A stack of action and medals on the opening two-days hasn’t been enough to assuage Aussie sports fans who’ve reportedly turned on the official broadcaster, Channel Seven.
Seven reportedly paid $150 million to broadcast the Rio Games which included showing the action live on three digital channels and a paid app that it claimed would deliver the most “technologically advanced'” Olympics coverage Australia had ever seen.
At last week’s end of financial announcement Seven’s CEO Tim Worner promised of the coverage: “Seven will create and deliver the most comprehensive, technologically advanced, multi-platform coverage of the Olympic Games to all Australians on any communications device.”
App users pay a $20 premium that was supposed to deliver 24-hour coverage of every event; however, disgruntled fans have flocked to social media to say the app doesn’t work and when it does the commentary is often missing.
One app user wrote to Facebook: “Your mobile app is absolutely woeful. I spend most of my time looking at the load screen. What a waste of $19.95. Don’t promise on something you can’t deliver or fix it quick smart” while another complained, “Can I have my $20 back [for] premium access? So far have been able to watch three mins of event I wanted.”
Fairfax has reported that the broadcaster has responded to complaints about its coverage on social with a blanket response – “We are aware of issues w/ the app & website streams. Tech team is working hard to resolve. Thanks for your patience.”

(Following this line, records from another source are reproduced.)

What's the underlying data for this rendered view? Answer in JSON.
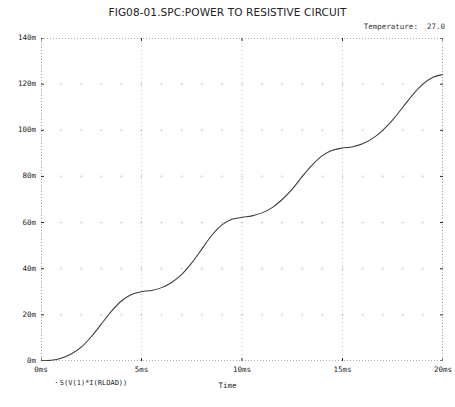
{
  "chart_data": {
    "type": "line",
    "title": "FIG08-01.SPC:POWER TO RESISTIVE CIRCUIT",
    "annotation": "Temperature:  27.0",
    "xlabel": "Time",
    "ylabel": "",
    "legend": "S(V(1)*I(RLOAD))",
    "legend_marker": "·",
    "legend_position": "bottom-left",
    "grid": true,
    "grid_style": "dotted",
    "xlim": [
      0,
      20
    ],
    "ylim": [
      0,
      140
    ],
    "x_unit": "ms",
    "y_unit": "m",
    "xticks": [
      0,
      5,
      10,
      15,
      20
    ],
    "xtick_labels": [
      "0ms",
      "5ms",
      "10ms",
      "15ms",
      "20ms"
    ],
    "x_minor_step": 1,
    "yticks": [
      0,
      20,
      40,
      60,
      80,
      100,
      120,
      140
    ],
    "ytick_labels": [
      "0m",
      "20m",
      "40m",
      "60m",
      "80m",
      "100m",
      "120m",
      "140m"
    ],
    "y_minor_step": 5,
    "series": [
      {
        "name": "S(V(1)*I(RLOAD))",
        "color": "#3b3b3b",
        "x": [
          0.0,
          0.5,
          1.0,
          1.5,
          2.0,
          2.5,
          3.0,
          3.5,
          4.0,
          4.5,
          5.0,
          5.5,
          6.0,
          6.5,
          7.0,
          7.5,
          8.0,
          8.5,
          9.0,
          9.5,
          10.0,
          10.5,
          11.0,
          11.5,
          12.0,
          12.5,
          13.0,
          13.5,
          14.0,
          14.5,
          15.0,
          15.5,
          16.0,
          16.5,
          17.0,
          17.5,
          18.0,
          18.5,
          19.0,
          19.5,
          20.0
        ],
        "y": [
          0.0,
          0.3,
          1.2,
          3.0,
          6.0,
          10.5,
          16.0,
          21.5,
          26.0,
          28.8,
          30.0,
          30.6,
          31.8,
          34.0,
          37.5,
          42.5,
          48.5,
          54.5,
          59.0,
          61.4,
          62.3,
          62.9,
          64.2,
          66.5,
          70.0,
          74.5,
          80.0,
          85.0,
          89.0,
          91.3,
          92.3,
          92.9,
          94.2,
          96.5,
          100.0,
          104.5,
          110.0,
          115.5,
          120.0,
          123.0,
          124.2
        ]
      }
    ]
  },
  "footer_strip": ""
}
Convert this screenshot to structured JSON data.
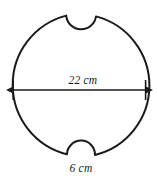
{
  "figure": {
    "type": "geometry-diagram",
    "background_color": "#ffffff",
    "stroke_color": "#1a1a1a",
    "stroke_width": 2,
    "shape": {
      "name": "circle",
      "center_x": 79.5,
      "center_y": 85.5,
      "radius": 71.5
    },
    "notches": [
      {
        "name": "top-notch",
        "position": "top",
        "center_x": 81,
        "center_y": 15,
        "radius": 15,
        "direction": "inward"
      },
      {
        "name": "bottom-notch",
        "position": "bottom",
        "center_x": 81,
        "center_y": 157,
        "radius": 14,
        "direction": "inward"
      }
    ],
    "dimensions": [
      {
        "name": "diameter",
        "label": "22 cm",
        "value": 22,
        "unit": "cm",
        "label_x": 83,
        "label_y": 84,
        "arrow": {
          "x1": 14,
          "x2": 145,
          "y": 90,
          "style": "double-headed"
        }
      },
      {
        "name": "notch-width",
        "label": "6 cm",
        "value": 6,
        "unit": "cm",
        "label_x": 81,
        "label_y": 172
      }
    ]
  }
}
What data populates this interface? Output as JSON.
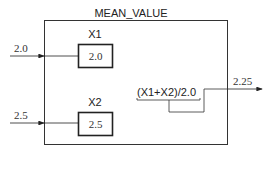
{
  "block": {
    "title": "MEAN_VALUE"
  },
  "inputs": [
    {
      "name": "X1",
      "value": "2.0",
      "input_label": "2.0"
    },
    {
      "name": "X2",
      "value": "2.5",
      "input_label": "2.5"
    }
  ],
  "formula": "(X1+X2)/2.0",
  "output": {
    "value": "2.25"
  },
  "colors": {
    "line": "#222222",
    "text": "#333333",
    "background": "#ffffff"
  }
}
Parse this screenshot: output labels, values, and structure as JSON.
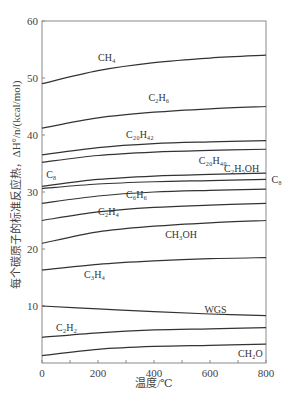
{
  "chart_data": {
    "type": "line",
    "title": "",
    "xlabel": "温度/℃",
    "ylabel": "每个碳原子的标准反应热，ΔH°/n/(kcal/mol)",
    "xlim": [
      0,
      800
    ],
    "ylim": [
      0,
      60
    ],
    "xticks": [
      0,
      200,
      400,
      600,
      800
    ],
    "yticks": [
      10,
      20,
      30,
      40,
      50,
      60
    ],
    "ytick_labels_shown": [
      "10",
      "20",
      "30",
      "40",
      "50",
      "60"
    ],
    "xtick_labels_shown": [
      "0",
      "200",
      "400",
      "600",
      "800"
    ],
    "grid": false,
    "legend": "inline labels",
    "x": [
      0,
      200,
      400,
      600,
      800
    ],
    "series": [
      {
        "name": "CH4",
        "label": "CH₄",
        "values": [
          49.0,
          51.3,
          52.7,
          53.5,
          54.0
        ]
      },
      {
        "name": "C2H6",
        "label": "C₂H₆",
        "values": [
          41.2,
          43.0,
          44.0,
          44.6,
          45.0
        ]
      },
      {
        "name": "C20H42",
        "label": "C₂₀H₄₂",
        "values": [
          36.5,
          37.8,
          38.5,
          38.8,
          39.0
        ]
      },
      {
        "name": "C20H40",
        "label": "C₂₀H₄₀",
        "values": [
          35.2,
          36.4,
          37.0,
          37.3,
          37.5
        ]
      },
      {
        "name": "C2H5OH",
        "label": "C₂H₅OH",
        "values": [
          31.0,
          32.2,
          32.8,
          33.1,
          33.3
        ]
      },
      {
        "name": "C8",
        "label": "C₈",
        "values": [
          30.6,
          31.4,
          31.8,
          32.0,
          32.2
        ]
      },
      {
        "name": "C6H6",
        "label": "C₆H₆",
        "values": [
          28.0,
          29.3,
          30.0,
          30.3,
          30.5
        ]
      },
      {
        "name": "C2H4",
        "label": "C₂H₄",
        "values": [
          25.0,
          26.5,
          27.3,
          27.7,
          28.0
        ]
      },
      {
        "name": "CH3OH",
        "label": "CH₃OH",
        "values": [
          21.0,
          23.0,
          24.0,
          24.6,
          25.0
        ]
      },
      {
        "name": "C3H4",
        "label": "C₃H₄",
        "values": [
          16.3,
          17.3,
          17.9,
          18.3,
          18.5
        ]
      },
      {
        "name": "WGS",
        "label": "WGS",
        "values": [
          10.0,
          9.5,
          9.0,
          8.6,
          8.3
        ]
      },
      {
        "name": "C2H2",
        "label": "C₂H₂",
        "values": [
          4.5,
          5.3,
          5.8,
          6.0,
          6.2
        ]
      },
      {
        "name": "CH2O",
        "label": "CH₂O",
        "values": [
          1.3,
          2.4,
          2.9,
          3.1,
          3.3
        ]
      }
    ],
    "annotations": [
      {
        "text": "CH₄",
        "x": 200,
        "y": 53
      },
      {
        "text": "C₂H₆",
        "x": 380,
        "y": 46
      },
      {
        "text": "C₂₀H₄₂",
        "x": 300,
        "y": 39.5
      },
      {
        "text": "C₈",
        "x": 15,
        "y": 32.5
      },
      {
        "text": "C₂₀H₄₀",
        "x": 560,
        "y": 35
      },
      {
        "text": "C₂H₅OH",
        "x": 650,
        "y": 33.5
      },
      {
        "text": "C₈",
        "x": 820,
        "y": 31.5
      },
      {
        "text": "C₆H₆",
        "x": 300,
        "y": 29
      },
      {
        "text": "C₂H₄",
        "x": 200,
        "y": 26
      },
      {
        "text": "CH₃OH",
        "x": 440,
        "y": 22
      },
      {
        "text": "C₃H₄",
        "x": 150,
        "y": 15
      },
      {
        "text": "WGS",
        "x": 580,
        "y": 8.8
      },
      {
        "text": "C₂H₂",
        "x": 50,
        "y": 5.7
      },
      {
        "text": "CH₂O",
        "x": 700,
        "y": 1
      }
    ]
  },
  "axes": {
    "x_title": "温度/℃",
    "y_title": "每个碳原子的标准反应热，ΔH°/n/(kcal/mol)",
    "x_ticks": [
      "0",
      "200",
      "400",
      "600",
      "800"
    ],
    "y_ticks": [
      "10",
      "20",
      "30",
      "40",
      "50",
      "60"
    ]
  },
  "colors": {
    "line": "#333333",
    "axis": "#888888",
    "text": "#444444"
  }
}
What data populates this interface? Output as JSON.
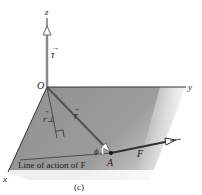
{
  "figure": {
    "caption": "(c)",
    "axes": {
      "x": "x",
      "y": "y",
      "z": "z",
      "origin": "O"
    },
    "vectors": {
      "torque": "τ",
      "position": "r",
      "perpendicular_arm": "r⊥",
      "force": "F"
    },
    "point": "A",
    "angle": "ϕ",
    "line_of_action_label": "Line of action of F",
    "colors": {
      "plane_fill": "#9a9a9a",
      "axis_line": "#333333",
      "torque_vector": "#8a8a8a",
      "vector_line": "#444444"
    }
  }
}
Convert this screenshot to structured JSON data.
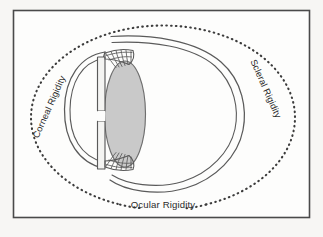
{
  "figure": {
    "title": "Ocular rigidity schematic of the human eye",
    "frame": {
      "border_color": "#4a4a4a",
      "background_color": "#fdfdfc",
      "page_margin_color": "#f6f5f3"
    },
    "labels": {
      "corneal": "Corneal Rigidity",
      "scleral": "Scleral Rigidity",
      "ocular": "Ocular Rigidity"
    },
    "colors": {
      "outline": "#5a5a5a",
      "lens_fill": "#c9c9c9",
      "lens_stroke": "#6e6e6e",
      "dotted_ellipse": "#3c3c3c",
      "iris_fill": "#f2f2f0",
      "text": "#2b2b2b"
    },
    "parts": [
      {
        "name": "ocular-rigidity-dotted-ellipse",
        "description": "Dotted ellipse enclosing the whole eye"
      },
      {
        "name": "sclera-globe",
        "description": "Double-contour posterior globe wall"
      },
      {
        "name": "cornea",
        "description": "Double-contour anterior corneal bulge"
      },
      {
        "name": "iris-upper",
        "description": "Upper iris leaf"
      },
      {
        "name": "iris-lower",
        "description": "Lower iris leaf"
      },
      {
        "name": "pupil-gap",
        "description": "Central aperture between iris leaves"
      },
      {
        "name": "lens",
        "description": "Shaded crystalline lens"
      },
      {
        "name": "ciliary-zonules-upper",
        "description": "Upper ciliary body with zonular fibers"
      },
      {
        "name": "ciliary-zonules-lower",
        "description": "Lower ciliary body with zonular fibers"
      }
    ]
  }
}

Meanwhile the Daily Mail has said fans are switching off Seven’s coverage in droves describing the commentary as boring, complaining the coverage doesn’t include enough sports action and there are way too many ads. Olympic fans who woke this morning for some Rio action instead got Kochie and Samantha doing Sunrise and an interview with American actress Blake Lively plugging her new film.
Angry fans have vented their frustrations via Twitter. One person wrote: “The gold medal for the most adverts during the Olympic Games goes to…Channel Seven.”
“‘Channel 7 thanks for ruining the Olympics with copious amounts of ads,” said another while another griped, “I am so annoyed with Channel 7 and how they’ve gone about broadcasting the Olympics. You’d rather show me ads than our athletes.”